● **Required work**:
An exact copy is required of the lines running from the one that contains "The height and width of the screenshot is (426, 868)." to the end of the material, both ends included, with pictures omitted.

● **Data records**:
:::

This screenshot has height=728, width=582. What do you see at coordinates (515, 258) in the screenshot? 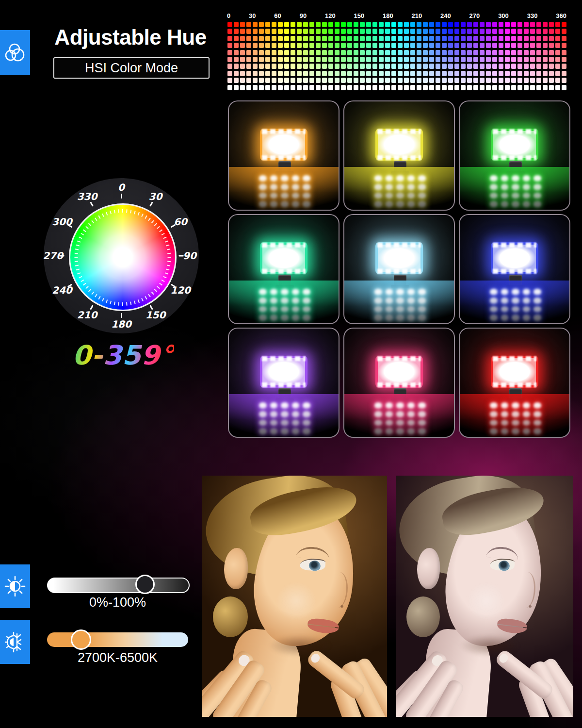
I see `led-panel-lamp` at bounding box center [515, 258].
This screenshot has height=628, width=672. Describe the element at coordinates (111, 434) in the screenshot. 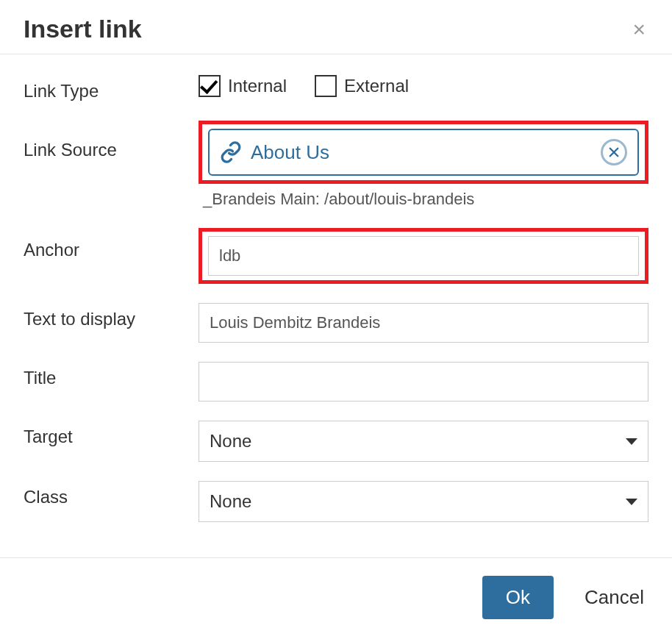

I see `label-target: Target` at that location.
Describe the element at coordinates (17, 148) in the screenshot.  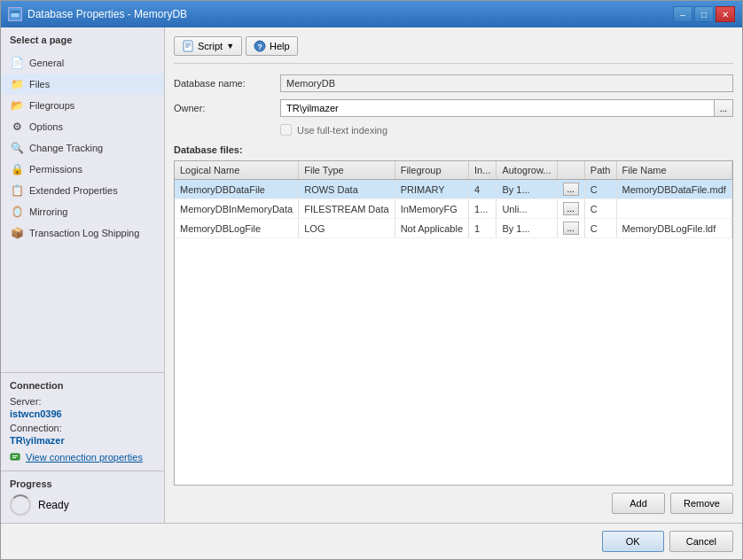
I see `change-tracking-icon: 🔍` at that location.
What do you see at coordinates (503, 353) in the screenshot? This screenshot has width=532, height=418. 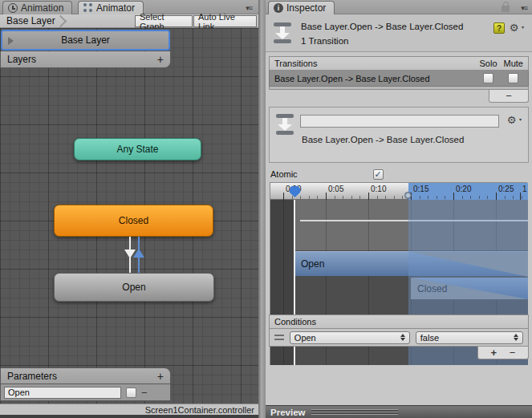 I see `conditions-buttons-tray: + −` at bounding box center [503, 353].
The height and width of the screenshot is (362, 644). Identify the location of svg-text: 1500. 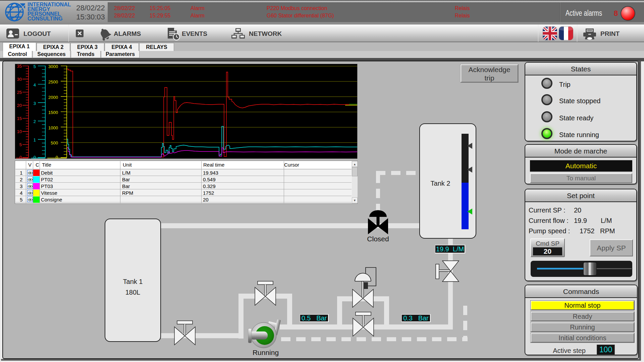
(53, 113).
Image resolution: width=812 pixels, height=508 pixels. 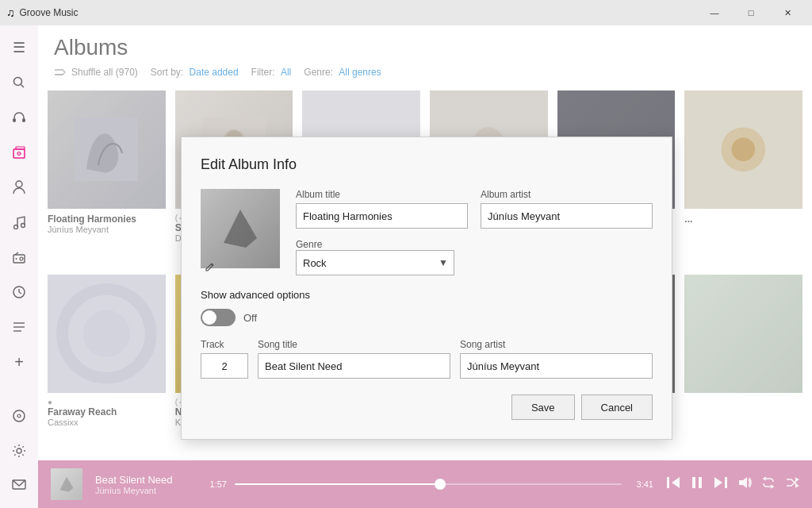 I want to click on sidebar-item-add: +, so click(x=19, y=362).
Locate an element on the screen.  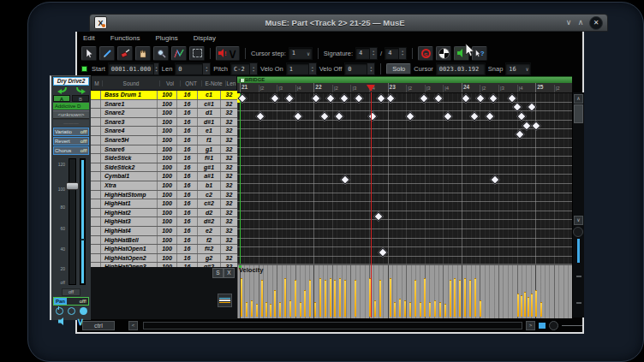
drum-row-highhat4: HighHat410016e232 is located at coordinates (164, 231).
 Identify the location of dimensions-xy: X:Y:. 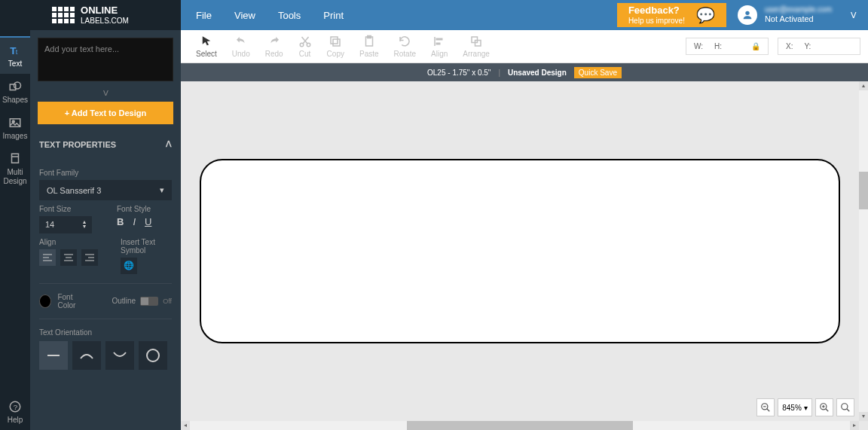
(819, 47).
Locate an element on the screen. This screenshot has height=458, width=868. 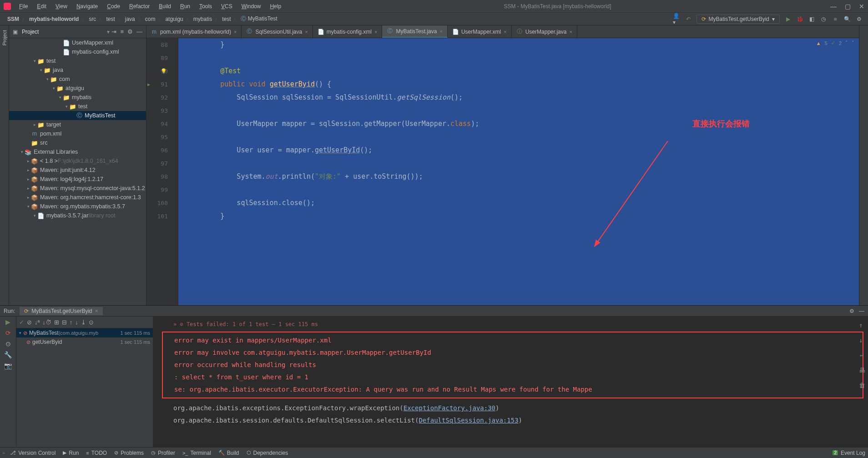
editor-tab: mpom.xml (mybatis-helloworld)× is located at coordinates (194, 32).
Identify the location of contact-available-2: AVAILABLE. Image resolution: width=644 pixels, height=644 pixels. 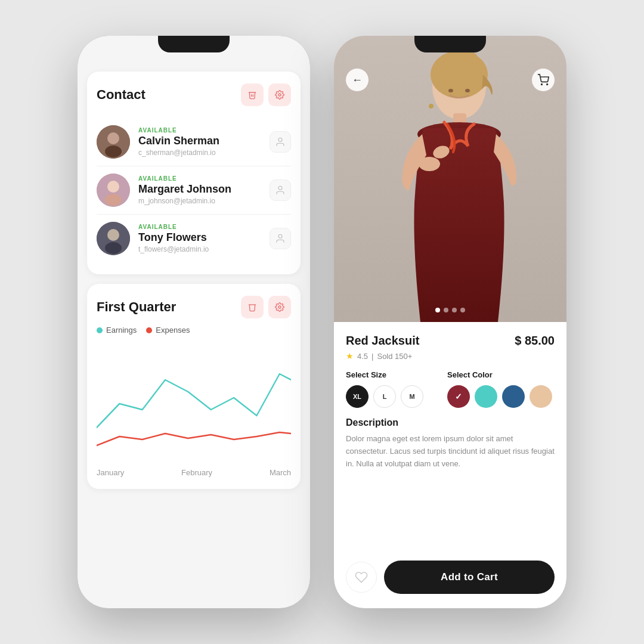
(204, 179).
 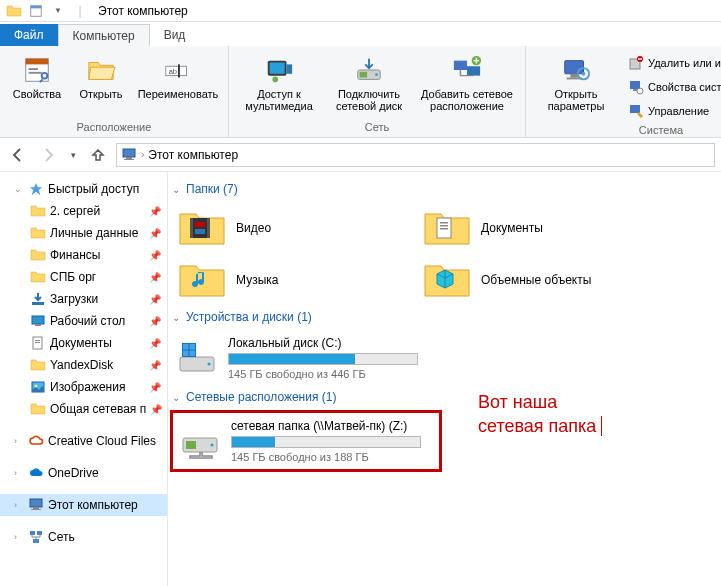 I want to click on sidebar-item: СПБ орг📌, so click(x=84, y=277).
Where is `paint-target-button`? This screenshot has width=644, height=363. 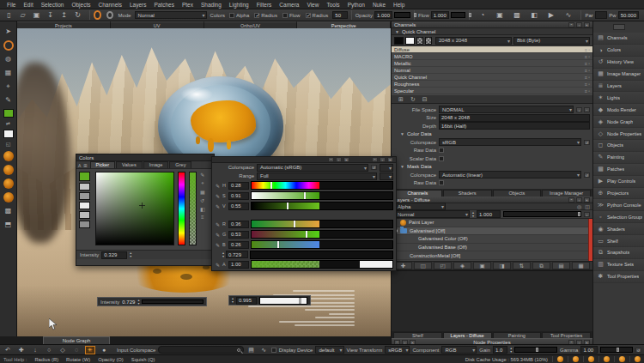 paint-target-button is located at coordinates (98, 15).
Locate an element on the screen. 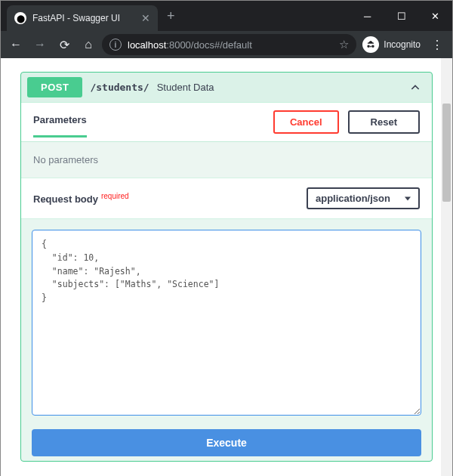 Image resolution: width=453 pixels, height=476 pixels. parameters-header: Parameters Cancel Reset is located at coordinates (226, 122).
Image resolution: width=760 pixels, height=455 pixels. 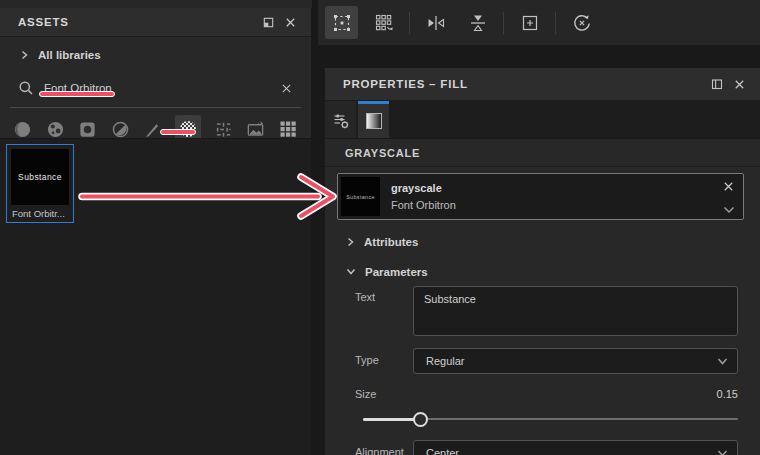 What do you see at coordinates (77, 94) in the screenshot?
I see `annotation-underline-search` at bounding box center [77, 94].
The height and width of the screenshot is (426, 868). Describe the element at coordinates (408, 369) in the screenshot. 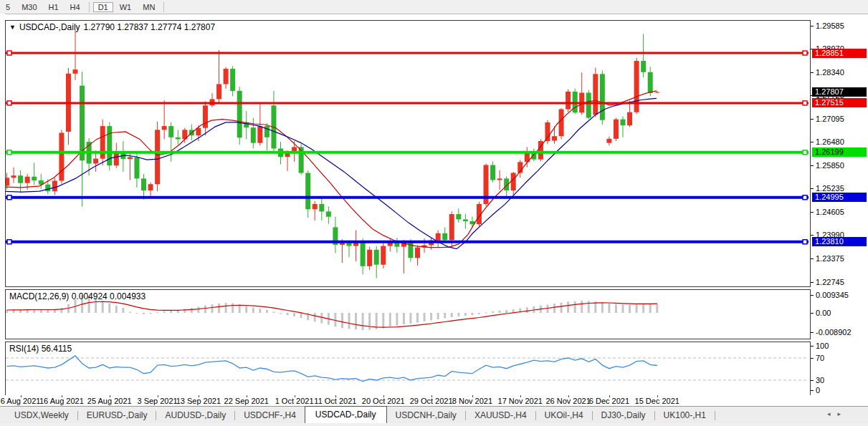

I see `rsi-pane: RSI(14) 56.4115` at that location.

:::

● **Answer box**:
The height and width of the screenshot is (426, 868). Describe the element at coordinates (408, 369) in the screenshot. 

I see `rsi-pane: RSI(14) 56.4115` at that location.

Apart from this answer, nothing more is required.